Taken as a whole, this edited volume is an invaluable guide to understanding Charlotte, and more generally the growth and transformation experienced by cities in the Sunbelt.

Choice

Recommended for all urban geographers, economists, and historians interested in the modern South. It would also be useful reading for southern politicians still struggling to make up their minds about the meaning and cultural cost of embracing modernity.
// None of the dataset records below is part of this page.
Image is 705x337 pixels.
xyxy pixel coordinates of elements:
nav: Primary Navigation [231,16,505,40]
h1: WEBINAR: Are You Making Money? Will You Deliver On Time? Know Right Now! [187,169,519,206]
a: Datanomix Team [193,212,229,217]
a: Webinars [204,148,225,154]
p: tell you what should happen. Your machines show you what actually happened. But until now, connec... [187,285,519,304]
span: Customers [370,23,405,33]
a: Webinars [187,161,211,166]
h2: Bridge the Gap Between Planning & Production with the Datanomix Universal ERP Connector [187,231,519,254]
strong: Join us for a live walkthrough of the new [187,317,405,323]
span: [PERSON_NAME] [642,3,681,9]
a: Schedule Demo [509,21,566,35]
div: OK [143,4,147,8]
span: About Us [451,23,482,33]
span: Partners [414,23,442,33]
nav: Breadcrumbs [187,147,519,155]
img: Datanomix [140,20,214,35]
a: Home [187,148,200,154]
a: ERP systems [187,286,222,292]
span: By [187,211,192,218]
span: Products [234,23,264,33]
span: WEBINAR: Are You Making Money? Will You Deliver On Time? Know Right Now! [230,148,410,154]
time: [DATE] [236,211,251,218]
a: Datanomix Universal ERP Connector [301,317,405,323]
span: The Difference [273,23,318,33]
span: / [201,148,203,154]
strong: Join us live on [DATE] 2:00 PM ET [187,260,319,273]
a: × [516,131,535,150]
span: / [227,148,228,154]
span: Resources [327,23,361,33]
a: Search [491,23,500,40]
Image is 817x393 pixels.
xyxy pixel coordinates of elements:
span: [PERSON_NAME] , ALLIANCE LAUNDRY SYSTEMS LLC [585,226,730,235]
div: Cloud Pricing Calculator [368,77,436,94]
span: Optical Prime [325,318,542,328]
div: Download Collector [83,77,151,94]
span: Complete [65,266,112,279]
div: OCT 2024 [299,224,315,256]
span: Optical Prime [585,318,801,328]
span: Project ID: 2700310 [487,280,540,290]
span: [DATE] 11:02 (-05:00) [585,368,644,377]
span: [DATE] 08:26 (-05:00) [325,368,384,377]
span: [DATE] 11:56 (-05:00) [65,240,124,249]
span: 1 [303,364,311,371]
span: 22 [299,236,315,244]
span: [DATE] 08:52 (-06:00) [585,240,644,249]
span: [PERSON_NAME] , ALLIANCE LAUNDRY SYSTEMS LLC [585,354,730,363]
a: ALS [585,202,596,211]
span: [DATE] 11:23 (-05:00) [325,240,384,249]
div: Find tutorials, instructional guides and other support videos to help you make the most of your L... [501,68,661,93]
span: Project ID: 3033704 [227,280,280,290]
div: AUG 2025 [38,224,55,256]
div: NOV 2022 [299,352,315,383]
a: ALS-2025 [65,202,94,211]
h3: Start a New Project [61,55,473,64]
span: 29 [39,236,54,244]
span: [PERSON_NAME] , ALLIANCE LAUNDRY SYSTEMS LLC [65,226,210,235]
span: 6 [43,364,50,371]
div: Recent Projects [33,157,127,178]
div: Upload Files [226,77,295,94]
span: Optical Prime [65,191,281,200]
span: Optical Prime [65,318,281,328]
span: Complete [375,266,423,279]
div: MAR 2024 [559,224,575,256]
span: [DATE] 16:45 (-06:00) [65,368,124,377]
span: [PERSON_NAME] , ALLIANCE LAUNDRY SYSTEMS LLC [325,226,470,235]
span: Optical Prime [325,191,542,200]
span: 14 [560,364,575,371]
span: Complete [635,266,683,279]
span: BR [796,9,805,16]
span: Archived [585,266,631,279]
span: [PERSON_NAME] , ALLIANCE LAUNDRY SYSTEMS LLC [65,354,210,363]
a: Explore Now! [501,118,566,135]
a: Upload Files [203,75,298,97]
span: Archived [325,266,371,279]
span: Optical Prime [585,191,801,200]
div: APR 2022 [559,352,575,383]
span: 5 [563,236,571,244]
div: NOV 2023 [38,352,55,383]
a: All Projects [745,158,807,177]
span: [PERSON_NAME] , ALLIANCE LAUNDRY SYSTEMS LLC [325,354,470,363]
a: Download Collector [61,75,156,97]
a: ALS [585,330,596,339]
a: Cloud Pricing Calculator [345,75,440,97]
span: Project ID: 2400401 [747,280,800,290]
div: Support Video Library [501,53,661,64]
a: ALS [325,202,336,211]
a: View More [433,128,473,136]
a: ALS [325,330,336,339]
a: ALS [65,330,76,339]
Journal of American History

How are global influences and local conditions interacting to shape southern history in the twenty-first century? This engaging collection offers many original and unexpected assessments and illustrations of the newest ‘New South.’ Contributing scholars use a range of approaches to uncover fresh perspectives on demographic, economic, and cultural change, as well as subsequent urban development. Read this timely account of Charlotte’s current transition and you will come to understand much about the broader arc of southern history in the making.

—Emily Zimmern, President, Levine Museum of the New South

It is time we had a major book about Charlotte’s rise to regional, national, and global prominence. This unique and valuable work satisfies that need admirably. Well written and nicely illustrated, it will be embraced by urbanists and by those in Charlotte who have yearned for a timely, comprehensive overview of their city.

—Stanley D. Brunn, coeditor of Cities of the World: World Regional Urban Development

Derek H. Alderman

Owen J. Furuseth

José L.S. Gámez

David Goldfield

William Graves

Tom Hanchett

Isaac Heard

Gerald L. Ingalls

Ronald V. Kalafsky

Jonathan Kozar

Matthew D. Lassiter

Emily Thomas Livingstone

Ronald L. Mitchelson

Tyrel G. Moore

Heather A. Smith

Stephen Samuel Smith

David Walters

About the Author/Editor

William Graves (Editor)
WILLIAM GRAVES is an associate professor of geography at the University of North Carolina, Charlotte.

Heather A. Smith (Editor)
HEATHER A. SMITH is an associate professor of geography at the University of North Carolina, Charlotte.